I commuted on an E70 (travelnet code). It was a comfortable ride (seated in an aisle seat in coach with a passenger next to me). We both had elbow room and except for having to check my big crew bag, there was plenty of room in the overhead - lots of pax had big bags up there!
The real problem was I flew LGA-DFW. That's a mainline route (or should be). So, we put a comfortable airplane on a mainline route with lower crew costs how is this not a win for the company. It looks like a Delta plane and doesn't have any of the negatives as the CRJ-700 (cramped) so the passengers don't notice. It had young, energetic crew and good service.
This reaffirmed my view on section one of the TA. I just can't see having these planes flown by subcontractors. We have rates for them and I think DAL actually owns a lot of them. By giving away more large RJs, we really are selling our jobs.
Commuted home yesterday.

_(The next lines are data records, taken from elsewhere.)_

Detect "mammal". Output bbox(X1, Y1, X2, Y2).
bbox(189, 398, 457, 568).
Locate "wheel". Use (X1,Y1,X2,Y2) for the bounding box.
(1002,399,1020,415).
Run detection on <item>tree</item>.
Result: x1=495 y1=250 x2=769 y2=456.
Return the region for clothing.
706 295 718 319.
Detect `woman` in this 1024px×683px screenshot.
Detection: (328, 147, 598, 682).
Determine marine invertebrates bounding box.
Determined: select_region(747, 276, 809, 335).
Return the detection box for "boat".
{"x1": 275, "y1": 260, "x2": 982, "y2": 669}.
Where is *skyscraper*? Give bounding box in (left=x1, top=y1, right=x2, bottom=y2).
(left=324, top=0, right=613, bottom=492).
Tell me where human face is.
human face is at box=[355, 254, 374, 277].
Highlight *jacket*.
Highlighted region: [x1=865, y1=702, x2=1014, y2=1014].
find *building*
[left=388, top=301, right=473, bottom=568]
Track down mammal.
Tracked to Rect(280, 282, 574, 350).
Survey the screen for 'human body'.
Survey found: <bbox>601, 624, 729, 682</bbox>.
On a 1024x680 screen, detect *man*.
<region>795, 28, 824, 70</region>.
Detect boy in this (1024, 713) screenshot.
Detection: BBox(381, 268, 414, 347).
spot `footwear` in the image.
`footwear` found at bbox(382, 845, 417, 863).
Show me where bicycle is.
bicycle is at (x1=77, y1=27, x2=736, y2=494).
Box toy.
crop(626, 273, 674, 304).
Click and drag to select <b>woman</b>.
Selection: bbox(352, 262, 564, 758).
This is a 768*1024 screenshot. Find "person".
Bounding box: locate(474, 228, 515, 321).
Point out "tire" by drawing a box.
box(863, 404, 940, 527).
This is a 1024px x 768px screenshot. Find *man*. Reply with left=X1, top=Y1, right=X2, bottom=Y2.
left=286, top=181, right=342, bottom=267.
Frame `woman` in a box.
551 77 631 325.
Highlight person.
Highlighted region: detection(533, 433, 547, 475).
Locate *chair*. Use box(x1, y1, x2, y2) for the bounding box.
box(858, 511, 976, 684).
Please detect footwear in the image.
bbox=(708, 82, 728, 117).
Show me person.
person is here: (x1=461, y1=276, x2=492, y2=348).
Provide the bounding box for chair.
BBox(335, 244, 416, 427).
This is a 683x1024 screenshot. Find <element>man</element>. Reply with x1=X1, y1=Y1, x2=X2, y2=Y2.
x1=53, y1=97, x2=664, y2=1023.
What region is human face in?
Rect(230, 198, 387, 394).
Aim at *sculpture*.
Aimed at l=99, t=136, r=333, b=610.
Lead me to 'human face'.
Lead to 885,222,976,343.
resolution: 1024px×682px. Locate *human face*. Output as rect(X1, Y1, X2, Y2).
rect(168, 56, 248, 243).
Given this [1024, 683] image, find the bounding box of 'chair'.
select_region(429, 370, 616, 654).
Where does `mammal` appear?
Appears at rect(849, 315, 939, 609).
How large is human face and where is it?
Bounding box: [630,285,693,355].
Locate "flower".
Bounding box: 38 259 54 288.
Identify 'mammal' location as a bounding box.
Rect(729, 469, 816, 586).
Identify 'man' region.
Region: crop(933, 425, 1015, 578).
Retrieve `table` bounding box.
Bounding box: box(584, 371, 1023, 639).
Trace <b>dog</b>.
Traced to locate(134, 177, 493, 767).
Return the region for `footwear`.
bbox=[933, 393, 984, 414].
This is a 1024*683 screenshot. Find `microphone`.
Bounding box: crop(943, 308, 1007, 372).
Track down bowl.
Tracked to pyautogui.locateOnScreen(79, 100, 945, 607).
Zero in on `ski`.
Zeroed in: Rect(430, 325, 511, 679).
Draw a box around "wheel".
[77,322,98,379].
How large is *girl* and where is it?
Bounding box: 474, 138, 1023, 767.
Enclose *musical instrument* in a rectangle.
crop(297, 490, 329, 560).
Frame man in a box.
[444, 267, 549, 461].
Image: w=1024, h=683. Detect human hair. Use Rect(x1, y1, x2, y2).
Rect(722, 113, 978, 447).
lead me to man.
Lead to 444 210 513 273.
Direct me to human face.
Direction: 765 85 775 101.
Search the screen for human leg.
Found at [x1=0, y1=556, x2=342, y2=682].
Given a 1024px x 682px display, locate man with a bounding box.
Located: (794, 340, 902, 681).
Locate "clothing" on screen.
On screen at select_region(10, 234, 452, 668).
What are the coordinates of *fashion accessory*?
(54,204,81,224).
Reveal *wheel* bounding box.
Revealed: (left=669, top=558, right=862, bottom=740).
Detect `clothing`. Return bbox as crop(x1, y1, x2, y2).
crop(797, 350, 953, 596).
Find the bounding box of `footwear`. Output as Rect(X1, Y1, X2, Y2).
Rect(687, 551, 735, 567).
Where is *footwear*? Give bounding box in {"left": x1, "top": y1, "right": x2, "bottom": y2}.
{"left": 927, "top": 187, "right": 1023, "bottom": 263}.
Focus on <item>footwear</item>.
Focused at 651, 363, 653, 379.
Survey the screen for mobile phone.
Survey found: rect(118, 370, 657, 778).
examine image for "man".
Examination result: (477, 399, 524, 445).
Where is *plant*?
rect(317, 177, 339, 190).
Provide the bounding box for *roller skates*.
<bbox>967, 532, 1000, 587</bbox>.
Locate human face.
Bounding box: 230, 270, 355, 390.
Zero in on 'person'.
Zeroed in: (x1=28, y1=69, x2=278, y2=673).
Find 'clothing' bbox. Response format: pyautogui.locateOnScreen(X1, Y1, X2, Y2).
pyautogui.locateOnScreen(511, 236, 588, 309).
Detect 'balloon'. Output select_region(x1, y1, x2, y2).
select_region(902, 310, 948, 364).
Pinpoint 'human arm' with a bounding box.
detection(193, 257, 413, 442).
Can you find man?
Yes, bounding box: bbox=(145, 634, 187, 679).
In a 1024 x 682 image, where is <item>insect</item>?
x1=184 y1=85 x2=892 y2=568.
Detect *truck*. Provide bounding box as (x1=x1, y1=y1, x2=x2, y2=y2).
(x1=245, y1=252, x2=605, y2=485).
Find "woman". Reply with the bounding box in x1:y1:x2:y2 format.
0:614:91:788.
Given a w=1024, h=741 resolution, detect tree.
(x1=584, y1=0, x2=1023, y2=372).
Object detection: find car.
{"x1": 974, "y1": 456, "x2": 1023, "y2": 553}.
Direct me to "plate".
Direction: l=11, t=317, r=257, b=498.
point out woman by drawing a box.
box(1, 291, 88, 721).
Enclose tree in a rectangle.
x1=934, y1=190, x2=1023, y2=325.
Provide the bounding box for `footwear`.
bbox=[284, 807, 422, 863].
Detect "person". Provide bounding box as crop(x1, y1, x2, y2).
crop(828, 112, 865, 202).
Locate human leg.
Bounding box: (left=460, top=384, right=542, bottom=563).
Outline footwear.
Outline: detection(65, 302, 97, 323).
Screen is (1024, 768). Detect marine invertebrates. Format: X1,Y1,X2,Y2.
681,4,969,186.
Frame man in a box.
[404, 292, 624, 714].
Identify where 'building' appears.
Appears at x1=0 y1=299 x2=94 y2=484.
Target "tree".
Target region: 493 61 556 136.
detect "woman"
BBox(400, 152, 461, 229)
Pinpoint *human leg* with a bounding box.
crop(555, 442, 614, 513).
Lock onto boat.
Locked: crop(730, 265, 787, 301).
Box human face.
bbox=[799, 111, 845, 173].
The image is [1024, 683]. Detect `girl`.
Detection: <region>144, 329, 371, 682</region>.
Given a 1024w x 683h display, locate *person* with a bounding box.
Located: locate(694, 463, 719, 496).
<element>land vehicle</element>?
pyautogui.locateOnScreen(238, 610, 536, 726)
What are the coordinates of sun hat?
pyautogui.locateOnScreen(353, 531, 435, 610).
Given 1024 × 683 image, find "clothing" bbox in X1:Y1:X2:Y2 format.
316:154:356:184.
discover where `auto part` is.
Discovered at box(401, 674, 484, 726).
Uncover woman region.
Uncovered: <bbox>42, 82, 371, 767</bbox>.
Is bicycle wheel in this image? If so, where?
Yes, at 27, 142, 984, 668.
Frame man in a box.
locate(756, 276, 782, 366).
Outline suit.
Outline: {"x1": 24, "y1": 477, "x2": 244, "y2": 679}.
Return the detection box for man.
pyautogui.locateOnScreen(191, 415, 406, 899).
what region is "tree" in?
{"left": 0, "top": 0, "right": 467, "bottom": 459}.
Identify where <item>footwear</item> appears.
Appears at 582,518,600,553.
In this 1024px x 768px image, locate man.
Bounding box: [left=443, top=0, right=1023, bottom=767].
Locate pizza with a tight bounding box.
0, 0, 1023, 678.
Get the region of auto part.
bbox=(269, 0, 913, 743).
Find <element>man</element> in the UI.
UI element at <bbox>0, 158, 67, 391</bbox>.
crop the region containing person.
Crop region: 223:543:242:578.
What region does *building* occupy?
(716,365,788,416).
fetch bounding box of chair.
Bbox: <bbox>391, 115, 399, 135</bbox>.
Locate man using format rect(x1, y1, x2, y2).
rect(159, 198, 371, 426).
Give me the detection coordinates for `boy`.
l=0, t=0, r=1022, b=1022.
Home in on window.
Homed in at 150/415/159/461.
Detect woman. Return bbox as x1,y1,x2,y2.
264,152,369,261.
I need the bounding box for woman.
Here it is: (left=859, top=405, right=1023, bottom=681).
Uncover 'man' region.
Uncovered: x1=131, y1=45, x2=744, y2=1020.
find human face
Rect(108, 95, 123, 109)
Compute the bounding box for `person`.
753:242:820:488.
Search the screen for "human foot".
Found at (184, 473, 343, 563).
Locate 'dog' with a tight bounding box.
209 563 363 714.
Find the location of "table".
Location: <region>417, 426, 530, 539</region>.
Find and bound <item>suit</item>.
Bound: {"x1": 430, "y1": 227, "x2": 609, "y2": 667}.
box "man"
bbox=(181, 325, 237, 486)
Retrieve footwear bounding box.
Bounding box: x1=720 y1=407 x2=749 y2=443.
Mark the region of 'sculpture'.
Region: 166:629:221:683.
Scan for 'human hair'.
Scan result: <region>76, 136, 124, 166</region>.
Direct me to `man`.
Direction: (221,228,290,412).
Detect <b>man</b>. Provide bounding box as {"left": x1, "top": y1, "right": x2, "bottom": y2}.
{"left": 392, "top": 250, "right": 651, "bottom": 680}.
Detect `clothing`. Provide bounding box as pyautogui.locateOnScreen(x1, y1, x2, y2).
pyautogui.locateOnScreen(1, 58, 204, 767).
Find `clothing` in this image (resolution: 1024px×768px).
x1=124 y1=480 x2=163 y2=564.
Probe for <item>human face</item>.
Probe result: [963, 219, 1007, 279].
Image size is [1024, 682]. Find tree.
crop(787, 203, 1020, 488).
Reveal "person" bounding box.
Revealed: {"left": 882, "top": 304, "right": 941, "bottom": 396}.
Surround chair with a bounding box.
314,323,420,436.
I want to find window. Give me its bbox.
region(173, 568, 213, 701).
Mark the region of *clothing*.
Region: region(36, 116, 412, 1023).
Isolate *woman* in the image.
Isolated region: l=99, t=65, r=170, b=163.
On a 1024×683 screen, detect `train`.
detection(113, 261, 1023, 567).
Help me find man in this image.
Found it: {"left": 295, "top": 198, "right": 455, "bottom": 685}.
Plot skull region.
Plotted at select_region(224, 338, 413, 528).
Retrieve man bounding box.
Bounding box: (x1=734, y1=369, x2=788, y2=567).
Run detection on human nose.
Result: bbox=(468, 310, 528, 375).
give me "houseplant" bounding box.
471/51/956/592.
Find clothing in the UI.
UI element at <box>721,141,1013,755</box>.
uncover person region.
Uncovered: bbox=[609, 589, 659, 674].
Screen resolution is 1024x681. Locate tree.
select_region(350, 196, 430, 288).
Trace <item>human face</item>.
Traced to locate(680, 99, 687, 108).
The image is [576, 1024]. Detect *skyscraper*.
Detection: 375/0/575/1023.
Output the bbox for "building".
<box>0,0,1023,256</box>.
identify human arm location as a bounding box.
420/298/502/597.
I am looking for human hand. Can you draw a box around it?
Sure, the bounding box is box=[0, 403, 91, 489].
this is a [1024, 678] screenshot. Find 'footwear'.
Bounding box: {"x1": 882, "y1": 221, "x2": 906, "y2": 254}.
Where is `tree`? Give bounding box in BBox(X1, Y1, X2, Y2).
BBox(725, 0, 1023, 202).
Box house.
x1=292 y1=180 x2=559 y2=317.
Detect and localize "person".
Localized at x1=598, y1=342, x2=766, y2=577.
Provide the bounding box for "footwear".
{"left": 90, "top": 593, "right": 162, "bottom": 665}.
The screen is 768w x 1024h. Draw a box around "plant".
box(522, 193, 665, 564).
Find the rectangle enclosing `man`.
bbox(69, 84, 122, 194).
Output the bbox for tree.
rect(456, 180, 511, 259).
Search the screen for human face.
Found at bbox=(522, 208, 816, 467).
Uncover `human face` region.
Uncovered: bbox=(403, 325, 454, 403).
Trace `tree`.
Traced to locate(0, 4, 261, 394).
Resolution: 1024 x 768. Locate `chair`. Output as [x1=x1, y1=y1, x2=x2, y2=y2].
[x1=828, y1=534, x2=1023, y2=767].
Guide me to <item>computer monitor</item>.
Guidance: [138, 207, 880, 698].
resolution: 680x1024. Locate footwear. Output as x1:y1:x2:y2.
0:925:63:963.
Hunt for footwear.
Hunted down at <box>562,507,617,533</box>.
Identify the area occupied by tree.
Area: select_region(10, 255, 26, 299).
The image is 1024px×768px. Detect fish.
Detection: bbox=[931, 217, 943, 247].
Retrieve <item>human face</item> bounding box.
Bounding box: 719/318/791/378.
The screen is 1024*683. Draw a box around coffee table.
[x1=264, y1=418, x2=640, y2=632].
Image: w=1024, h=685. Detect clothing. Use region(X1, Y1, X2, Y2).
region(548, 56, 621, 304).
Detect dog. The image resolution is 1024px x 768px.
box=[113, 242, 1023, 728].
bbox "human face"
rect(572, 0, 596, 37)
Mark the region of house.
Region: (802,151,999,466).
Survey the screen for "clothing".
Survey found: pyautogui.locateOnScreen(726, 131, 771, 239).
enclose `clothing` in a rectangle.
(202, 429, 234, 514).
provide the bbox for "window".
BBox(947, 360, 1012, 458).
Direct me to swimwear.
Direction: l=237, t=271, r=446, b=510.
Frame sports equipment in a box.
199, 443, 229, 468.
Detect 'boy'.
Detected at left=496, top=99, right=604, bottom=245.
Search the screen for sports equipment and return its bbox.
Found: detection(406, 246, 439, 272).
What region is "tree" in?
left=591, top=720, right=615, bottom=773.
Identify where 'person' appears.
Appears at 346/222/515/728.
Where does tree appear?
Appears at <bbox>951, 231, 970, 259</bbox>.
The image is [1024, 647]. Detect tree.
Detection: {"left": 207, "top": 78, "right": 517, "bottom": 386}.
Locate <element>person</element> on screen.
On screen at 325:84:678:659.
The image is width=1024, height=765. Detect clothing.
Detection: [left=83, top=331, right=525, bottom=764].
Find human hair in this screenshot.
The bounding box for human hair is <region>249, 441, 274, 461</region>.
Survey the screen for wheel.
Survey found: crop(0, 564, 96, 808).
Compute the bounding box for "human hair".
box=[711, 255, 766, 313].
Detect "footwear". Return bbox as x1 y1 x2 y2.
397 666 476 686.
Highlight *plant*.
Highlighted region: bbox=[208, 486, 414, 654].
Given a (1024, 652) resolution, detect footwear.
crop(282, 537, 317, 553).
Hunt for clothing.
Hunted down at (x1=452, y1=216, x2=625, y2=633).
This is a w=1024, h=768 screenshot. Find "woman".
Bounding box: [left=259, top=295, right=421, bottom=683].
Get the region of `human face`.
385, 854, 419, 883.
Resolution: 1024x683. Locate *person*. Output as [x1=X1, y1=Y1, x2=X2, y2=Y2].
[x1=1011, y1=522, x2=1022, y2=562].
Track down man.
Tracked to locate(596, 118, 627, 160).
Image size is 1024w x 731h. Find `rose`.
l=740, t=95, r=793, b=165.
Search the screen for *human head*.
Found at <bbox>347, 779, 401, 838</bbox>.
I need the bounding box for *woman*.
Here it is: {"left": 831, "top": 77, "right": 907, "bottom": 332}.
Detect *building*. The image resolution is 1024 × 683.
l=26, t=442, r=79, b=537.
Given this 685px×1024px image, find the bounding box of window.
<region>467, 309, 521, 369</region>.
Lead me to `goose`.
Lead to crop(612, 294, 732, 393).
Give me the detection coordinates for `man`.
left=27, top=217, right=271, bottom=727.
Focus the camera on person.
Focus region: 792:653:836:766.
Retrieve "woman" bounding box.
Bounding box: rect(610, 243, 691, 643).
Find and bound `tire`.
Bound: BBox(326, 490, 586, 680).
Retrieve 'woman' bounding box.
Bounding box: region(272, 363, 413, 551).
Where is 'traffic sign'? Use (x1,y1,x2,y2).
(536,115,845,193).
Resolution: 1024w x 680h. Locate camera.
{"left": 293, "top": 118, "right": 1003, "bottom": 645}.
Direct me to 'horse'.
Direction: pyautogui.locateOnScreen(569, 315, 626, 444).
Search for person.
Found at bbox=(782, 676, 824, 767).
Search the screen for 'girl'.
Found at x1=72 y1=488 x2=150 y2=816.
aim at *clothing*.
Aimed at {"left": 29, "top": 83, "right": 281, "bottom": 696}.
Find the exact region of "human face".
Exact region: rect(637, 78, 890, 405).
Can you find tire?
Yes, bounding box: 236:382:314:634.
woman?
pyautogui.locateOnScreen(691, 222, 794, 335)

While this in itself is not noteworthy, especially for those of you who get to live in base, what is interesting is the aircraft I was on.
I commuted on an E70 (travelnet code). It was a comfortable ride (seated in an aisle seat in coach with a passenger next to me). We both had elbow room and except for having to check my big crew bag, there was plenty of room in the overhead - lots of pax had big bags up there!
The real problem was I flew LGA-DFW. That's a mainline route (or should be). So, we put a comfortable airplane on a mainline route with lower crew costs how is this not a win for the company. It looks like a Delta plane and doesn't have any of the negatives as the CRJ-700 (cramped) so the passengers don't notice. It had young, energetic crew and good service.
This reaffirmed my view on section one of the TA. I just can't see having these planes flown by subcontractors. We have rates for them and I think DAL actually owns a lot of them. By giving away more large RJs, we really are selling our jobs.